1346 J. Phys. Chem. C, Vol. 111, No. 3, 2007 amenable to being pulled down by the attraction from incoming atoms. At this point, the epitaxial growth proceeding at low temperatures offers a good environment for the attractioninduced smoothing effect to work. Nevertheless, the strength of the attraction from the incoming clusters is also an important factor of the smoothing effect. As we have seen in Figure 2, incoming monomers are not likely to induce an interlayer transport due to their small attraction to the step adatoms. On the other hand, incorporation of incoming dimers is often accompanied by the interlayer transport because of the stronger attraction to the step particles. At this point, we argue that a certain number of dimers or bigger incident clusters may promote the occurrence of the flat thin films at low temperatures. Conclusions We find that the attraction between the incoming particle and the growing front can induce the additional interlayer transport as well as generate the steering effect. This observation suggests that when the DF mechanism is suppressed by the presence of an attraction, the attraction-induced interlayer transport can contribute a different mechanism allowing the adatom to descend, thus leading to a smooth growth. Of course, whether this kind of mechanism is strong enough to replace the role of DF is still open to question. We suggest that in future simulations the influence of the attraction from incoming clusters on the existing adatoms near the step edges should be considered as well as the steering effect. Acknowledgment. We are much indebted to Dr. C. Strom for her valuable suggestion and critical reading of the manuscript. References and Notes (1) Jacobsen, J.; Jacobsen, K. W.; Stoltze, P.; Nørskov, J. K. Phys. ReV. Lett. 1995, 74, 2295.

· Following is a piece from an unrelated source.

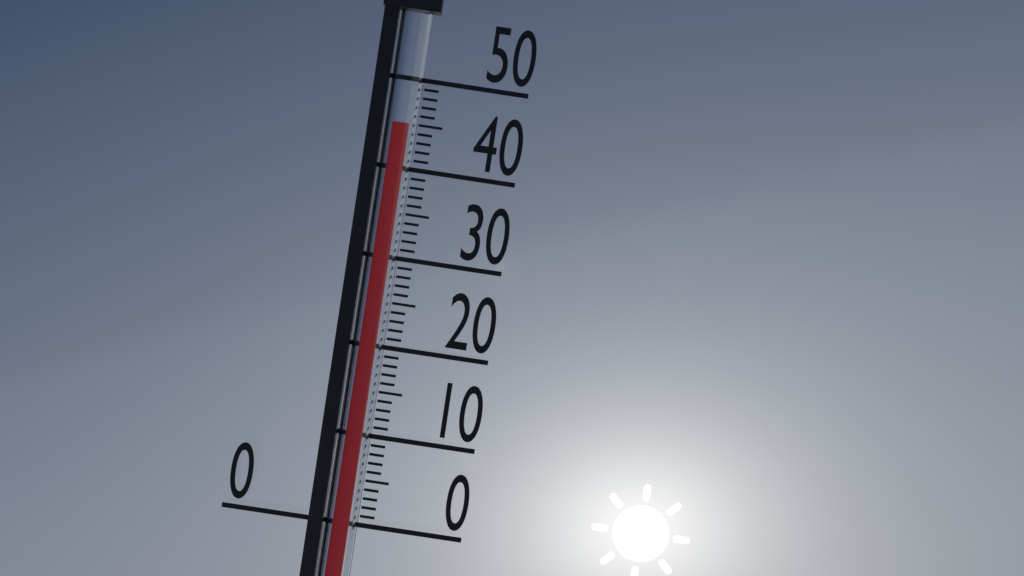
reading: 45 (no unit)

Zhang and Liu (2) Hwang, I.-S.; Chang, S.-H.; Chen, L.-J.; Tsong, T. T. Phys. ReV. Lett. 2004, 93, 106101. (3) Cox, E.; Li, M.; Chung, P.-W.; Ghosh, C.; Rahman, T. S.; Jenks, C. J.; Evans, J. W.; Thiel, P. A. Phys. ReV. B 2005, 71, 115414. (4) Jo´nsson, H. Annu. ReV. Phys. Chem. 2003, 51, 623. (5) Kunkel, R.; Poelsema, B.; Verheij, L. K.; Comsa, G. Phys. ReV. Lett. 1990, 65, 733. (6) Ehrlich, G.; Hudda, F. J. Chem. Phys. 1966, 44, 1039. (7) Schwoebel, R. L. J. Appl. Phys. 1969, 40, 614. (8) Caspersen, K. J.; Stoldt, C. R.; Layson, A. R.; Bartelt, M. C.; Thiel, P. A.; Evans, J. W. Phys. ReV. E 2001, 63, 085401. (9) Li, M.; Evans, J. W. Phys. ReV. Lett. 2005, 95, 256101. (10) Biehl, M. In Multiscale Modeling in Epitaxial Growth Series: International Series of Numerical Mathematics; Voigt, A., Ed.; Birkhaeuser: Basel, Switzerland, 2005; Vol. 149, VIII, 237. (11) Wang, S. C.; Ehrlich, G. Phys. ReV. Lett. 1993, 70, 41. (12) van Dijken, S.; Jorritsma, L. C.; Poelsema, B. Phys. ReV. Lett. 1999, 82, 4038. (13) Montalenti, F.; Sørensen, M. R.; Voter, A. F. Phys. ReV. Lett. 2001, 87, 126101. (14) Yu, J.; Amar, J. G. Phys. ReV. Lett. 2002, 89, 286103. (15) Pusey, P. N. In Liquids, Freezing and the Glass Transition; Leveesque, D., Hansen, J. P., Zinn-Jusin, J., Eds.; Elsevier: Amsterdam, 1991; Chapter 5, pp 763-492. (16) Anderson, V. J.; Lekkerkerker, H. N. W. Nature (London) 2002, 416, 811. (17) Angelescu, D. E.; Harrison, C. K.; Trawick, M. L.; Reister, R. A.; Chaikin, P. M. Phys. ReV. Lett. 2005, 95, 025702. (18) Olasfen, J. S.; Urback, J. S. Phys. ReV. Lett. 2005, 95, 098002. (19) van Blaaderen, A.; Wiltzius, P. Science 1995, 270, 1177. (20) Weeks, E. R.; Crocker, J. C.; Levitt, A. C.; SchoTeld, A.; Weitz, D. A. Science 2000, 287, 627. (21) Zhang, K.-Q.; Liu, X. Y. Nature (London) 2004, 429, 739. (22) de Villeneuve, V. W. A.; Dullens, R. P. A.; Aarts, D. G. A. L.; Groeneveld, E.; Scherff, J. H.; Kegel, W. K.; Lekkerkerker, H. N. W. Science 2005, 309, 1231. (23) Zhang, K.-Q.; Liu, X. Y. Phys. ReV. Lett. 2006, 96, 105701. (24) Trau, M.; Saville, D. A.; Aksay, I. A. Science 1996, 272, 706. (25) Sides, P. J. Langmuir 2003, 19, 2745. (26) Nadal, F.; Argoul, F.; Kestener, P.; Pouligny, B.; Ybert, C.; Ajdari, A. Eur. Phys. J. E 2002, 9, 387.